Hypergolics are combinations of two materials that ignite spontaneously without the need for an ignition source, and therefore do not require any oxygen. As they do not depend upon external ignition sources, they can be readily controlled, which makes them ideal rocket propellants.
Aerozine 50 + Nitrogen tetroxide (NTO) have been used in many American rockets, including The Titan II and Apollo Lunar Module.
What About Nuclear Reactions?
You must be wondering by now, what about nuclear reactions? Visually, they produce the same results (heat and light) as fire and even take place on faraway stars like our sun (we always say the sun is burning) where there is no oxygen. What is happening on these stars is nothing but a nuclear fusion reaction. For those who aren’t wildly familiar with nuclear fusion, let’s dig into this idea a bit deeper.

In nuclear fusion reactions, two light atomic nuclei combine to form a heavier atomic nucleus, releasing an enormous amount of light and heat energy. Fusion is what powers the sun. In the sun's core, hydrogen nuclei (protons) fuse through a multi-step process called the proton-proton chain. Through this chain of reactions, four protons are ultimately converted into a helium-4 nucleus, releasing energy in the form of gamma rays and neutrinos. Unlike combustion, fusion is a nuclear process; it involves changes to the atomic nuclei themselves rather than an exchange of electrons between atoms.
A Final Word
Although the feasibility of fire on any other planet remains a matter of discussion, as several factors must be considered, don’t let your imagination refrain from building settlements on Mars or planning space expeditions to explore an Earth-like planet in some other part of the universe.
Having said this, oxygen remains to be of prime importance on planet Earth for many processes, including the burning of fire, owing to its abundance and efficiency. Over the past 800,000 years, atmospheric oxygen levels have declined by about 0.7%, but fortunately, not enough to trigger any significant problems for life on Earth. However, the human race has plenty of other problems to which we are definitively contributing, so there is plenty of work to be done!
References (click to expand)
- Fire Tetrahedron. NIST Glossary. National Institute of Standards and Technology.
- Fire Triangle. NIST Glossary. National Institute of Standards and Technology.
- Pyrolysis. Encyclopaedia Britannica.
- Thermit (Aluminium–Iron Exothermic Reaction). Encyclopaedia Britannica.
- Hydrogen chloride.
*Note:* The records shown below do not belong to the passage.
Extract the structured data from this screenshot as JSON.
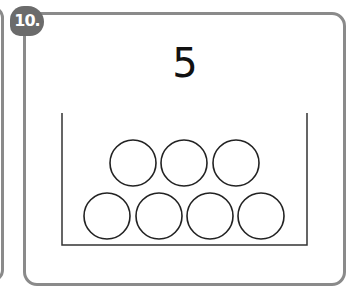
{
  "card": {
    "badge_label": "10.",
    "number": "5",
    "container": {
      "left": 62,
      "right": 307,
      "top": 113,
      "bottom": 245
    },
    "circles": [
      {
        "cx": 133,
        "cy": 163,
        "r": 23
      },
      {
        "cx": 184,
        "cy": 163,
        "r": 23
      },
      {
        "cx": 236,
        "cy": 163,
        "r": 23
      },
      {
        "cx": 107,
        "cy": 216,
        "r": 23
      },
      {
        "cx": 159,
        "cy": 216,
        "r": 23
      },
      {
        "cx": 210,
        "cy": 216,
        "r": 23
      },
      {
        "cx": 261,
        "cy": 216,
        "r": 23
      }
    ],
    "circle_count": 7
  },
  "colors": {
    "frame": "#8a8a8a",
    "badge": "#6b6b6b",
    "ink": "#222222"
  }
}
Encyclopaedia Britannica.
- Experimental Study on Flammability Limits Behavior of Methane, Ethane, and Propane with Dilution of Nitrogen. ACS Omega (2023). PubMed Central, NIH.
- Emissions from Coal Fires and Their Impact on the Environment. USGS Fact Sheet 2009–3084. U.S. Geological Survey.
- Nufer, B. (2010). Hypergolic Propellants: The Handling Hazards and Lessons Learned from Use. NASA Technical Reports Server.